Both projects lack keyword metadata, so the evolution must be read from project scope and timing. The earlier engagement (3D NEONET, 2017) was deliberately broad — spanning two disease areas (oncology and ophthalmology) with a network-building focus typical of early MSCA-RISE involvement. The more recent project (CRYSTAL3, 2021) is sharply more specific: a defined molecular target (cysteinyl leukotriene receptors), a defined clinical indication cluster (ocular and CNS dysfunction), and an explicit commercial angle embedded in the acronym itself. This points to a company moving from broad multi-disease exposure toward mechanism-specific, clinically grounded discovery work with clearer commercialization intent.

Cresset is narrowing toward specific receptor targets and dual-indication (eye + CNS) programs, suggesting future collaborations will likely center on mechanistic computational work where their software can accelerate target-specific hit identification.

Collaboration profile

How they like to work

Role: specialist_contributorReach: European10 countries collaborated

Cresset has participated in both projects as a non-coordinating partner, indicating a preference for contributing specialist expertise rather than managing consortium logistics. Both engagements were under MSCA-RISE, a scheme built on staff exchange, which means Cresset operates as a knowledge node — sending and receiving researchers — rather than as a project driver. Their per-project partner count (~14 on average across both) places them in large, diverse consortia where their computational niche is one piece of a bigger research chain.

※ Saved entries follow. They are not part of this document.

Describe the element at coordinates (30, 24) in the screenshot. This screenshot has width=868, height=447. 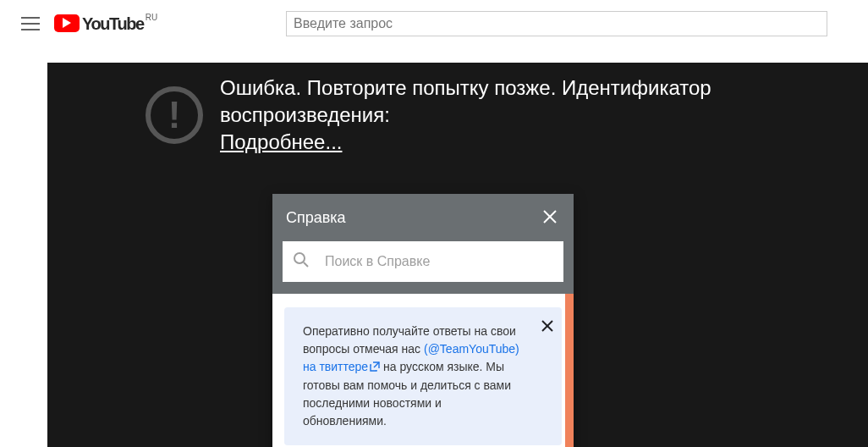
I see `menu-icon` at that location.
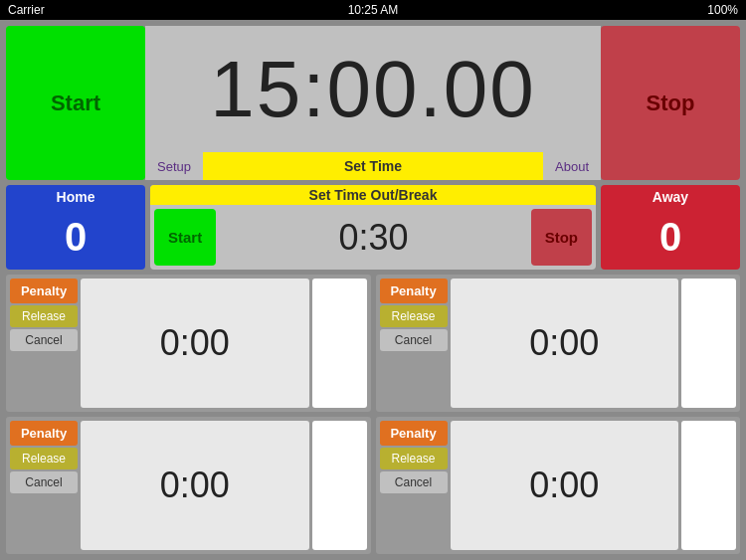 This screenshot has width=746, height=560. I want to click on left-top-player-box, so click(340, 343).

Cresset has co-participated with 28 unique partners across 10 countries from just 2 projects — an unusually high partner density for such a small portfolio, reflecting the large-consortium structure of MSCA-RISE schemes. Their network is pan-European with likely strong links to UK, Southern European, and Eastern European academic medical centers typical of eye and CNS research consortia.

Why partner with them

What sets them apart

Cresset occupies a rare position in European H2020 networks as a private computational chemistry SME that bridges software tooling and applied drug discovery in specialized therapeutic niches — specifically ophthalmology and CNS. Most computational chemistry input in H2020 consortia comes from academic groups; a commercial software provider with its own IP in the room brings a different kind of credibility and post-project commercialization potential. For consortium builders, they offer a direct route to proprietary molecular modeling platforms without going through academic licensing bottlenecks.

Notable projects

Highlights from their portfolio

  • CRYSTAL3
    The most recent and commercially framed project — its full title explicitly names 'Commercial & Research Opportunity,' signaling that Cresset joined a consortium with a clear route-to-market ambition around cysteinyl leukotriene signaling, a therapeutically validated but underexplored target class.
  • 3D NEONET
    A broad drug discovery and delivery network spanning both oncology and eye therapeutics — notable for the unusual disease-area pairing and the network-building (rather than project-execution) framing of a 5-year MSCA-RISE exchange.
Cross-sector capabilities
Digital tools and software for life sciences R&DBiotech and pharmaceutical process accelerationAcademic-industry knowledge transfer (MSCA-RISE model)
Analysis note: Only 2 projects with no keyword metadata and minimal EC funding data. Profile is inferred from project titles, the MSCA-RISE scheme structure, and the company name's strong signal (biomolecular discovery). Core expertise characterization is reasonable but should be verified against the company's own product/service documentation before being used in high-stakes consortium matching.